Culinary can be hard to keep up with at school when students have to help run a restaurant. The difficulty increases when a stay-at-home order has everyone continuing their education virtually.
Schools were ordered to close March 23 and could reopen April 6, however by April 1, a stay- at- home order was placed to all counties and pushed the date of lifting these orders to May 8.
“We have to take all of our class online,” Francine Marz said.
Chef Marz, MBA, CEC, Culinary Director has worked at NCC for 2 ½ years. She has around 60 students in the culinary arts program. There are differences between being hands-on and being taught via video.
“The kitchen (or culinary labs) we can watch the students as they are cooking and correct them immediately. Online we provide them with videos and demos and they have to then do it themselves and go through the process on their own.”
Participation has not decreased for culinary majors, they have stayed engaged. Students were able to make the transition to online and understood that the Stay At Home order was to protect more people from COVID-19.

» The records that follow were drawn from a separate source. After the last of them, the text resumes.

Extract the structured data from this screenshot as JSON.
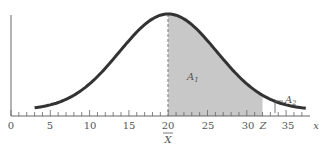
{
  "chart_data": {
    "type": "area",
    "title": "",
    "xlabel": "x",
    "ylabel": "",
    "xlim": [
      0,
      37.5
    ],
    "x_ticks": [
      0,
      5,
      10,
      15,
      20,
      25,
      30,
      35
    ],
    "x_tick_labels": [
      "0",
      "5",
      "10",
      "15",
      "20",
      "25",
      "30",
      "35"
    ],
    "minor_tick_interval": 1,
    "mean": 20,
    "z_position": 32,
    "curve_x_range": [
      3,
      37.5
    ],
    "shaded_region": {
      "from": 20,
      "to": 32,
      "label": "A1"
    },
    "tail_region": {
      "from": 32,
      "to": 37.5,
      "label": "A2"
    },
    "annotations": [
      "A1",
      "A2",
      "Z",
      "X̄"
    ],
    "grid": false,
    "legend": false
  },
  "labels": {
    "ticks": [
      "0",
      "5",
      "10",
      "15",
      "20",
      "25",
      "30",
      "35"
    ],
    "z": "Z",
    "xbar": "X",
    "x_axis": "x",
    "a1_main": "A",
    "a1_sub": "1",
    "a2_main": "A",
    "a2_sub": "2"
  },
  "colors": {
    "curve": "#333333",
    "shade": "#c8c8c8",
    "axis": "#666666"
  }
}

“They really just want to cook and to be the best cook that they can be,” Marz stated.
Many of the students in the Culinary Arts program also work in the restaurant Hampton Winds but this hasn’t slowed down their hands-on experience. The experience comes in a different platform for these students.
“Obviously we cannot have them cook and serve guests in Hampton Winds, but they are learning just in a different modality.”
Marz says that students learning via video could and could not have difficulty with it. She explains that discipline and initiative are much more needed when learning online. Students have to find time during their day while at home to do assignments. Comparing this to a classroom where the focus is only on the assignment at hand. There’s also difficulty in fixing mistakes of the students right when the chefs see it. Nor can they talk through the process to help them understand while they are cooking. Students are being critiqued afterward with the change of cooking at home and not in “our commercial kitchen”. Which can be difficult for any student who may not have the right ingredient.
“It is hard finding ingredients, so we have tried to help by providing students with food boxes so they can practice their lessons at home,” Marz said.
A struggle both students and teachers face that is no stranger to many people is the difference in internet service.
“Plus the more people you have in an online classroom, the harder it is to prevent skipping and pausing while teaching online,” Marz said.
Marz explained the countless distractions that come from learning at home. She has students who are adults with children. These parents have to teach their kids now that school is closed and it causes more difficulty for these parents to focus on their own classes.
“When students are in the classroom, we have their undivided attention, but when they are home sometimes there might be too many distractions.”
The stay-at-home order is said to be lifted on May 8 and stay lifted for 28 days to evaluate if it is safe to have the public open. However, with Pennsylvania at 48,305 confirmed cases and 2,418 deaths, the future is still fuzzy for everyone.